In recent months she has started a course in animal psychology and this weekend she adopted a dog named Bowie from the DSPCA after it was abandoned in a field in a cardboard box.

“I cried yesterday in the shelter at the thought of what some people can do... there is such innocence with animals... there is nothing quite like looking into the eyes of an animal and feeling the love [resonate] from them.’’

Now busy rehearsing for RTE’s Dancing with The Stars, the model says she wants to show people her real self. She added: “I am going to rehearsals with no make-up on and show people the real me as opposed to the photoshopp­ed, edited version they are used to.”

Her other motivation for doing the show is to motivate young people to follow their dreams. “I want to show people you don’t have to be any age to follow your dreams. I am doing the show to show young people they can grab life with both hands. Hopefully I will be a good role model.”

RTE’s ‘Dancing with the Stars’ starts on RTE One on January 8

‘I have lots of problems in myself and I am happy to admit that’
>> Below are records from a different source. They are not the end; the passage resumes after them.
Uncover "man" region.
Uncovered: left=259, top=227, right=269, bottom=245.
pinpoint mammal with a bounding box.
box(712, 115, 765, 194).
 ?? Photo: David Conachy. ?? ALL GROWN UP: Catwalk star Thalia Heffernan talks to Niamh Horan about her experience­s as a teenage model.
Photo: David Conachy. ALL GROWN UP: Catwalk star Thalia Heffernan talks to Niamh Horan about her experience­s as a teenage model.
 ??  ?? DRESSED FOR SUCCESS: Thalia Heffernan says she gets jealous looking at pictures of fellow models Gigi Hadid and Kendall Jenner. Photo: David Conachy
DRESSED FOR SUCCESS: Thalia Heffernan says she gets jealous looking at pictures of fellow models Gigi Hadid and Kendall Jenner. Photo: David Conachy
 ??  ?? SUCCESS: Thalia in RTE’s Dancing with the Stars. Right, she broke into modelling at the age of 15.
SUCCESS: Thalia in RTE’s Dancing with the Stars. Right, she broke into modelling at the age of 15.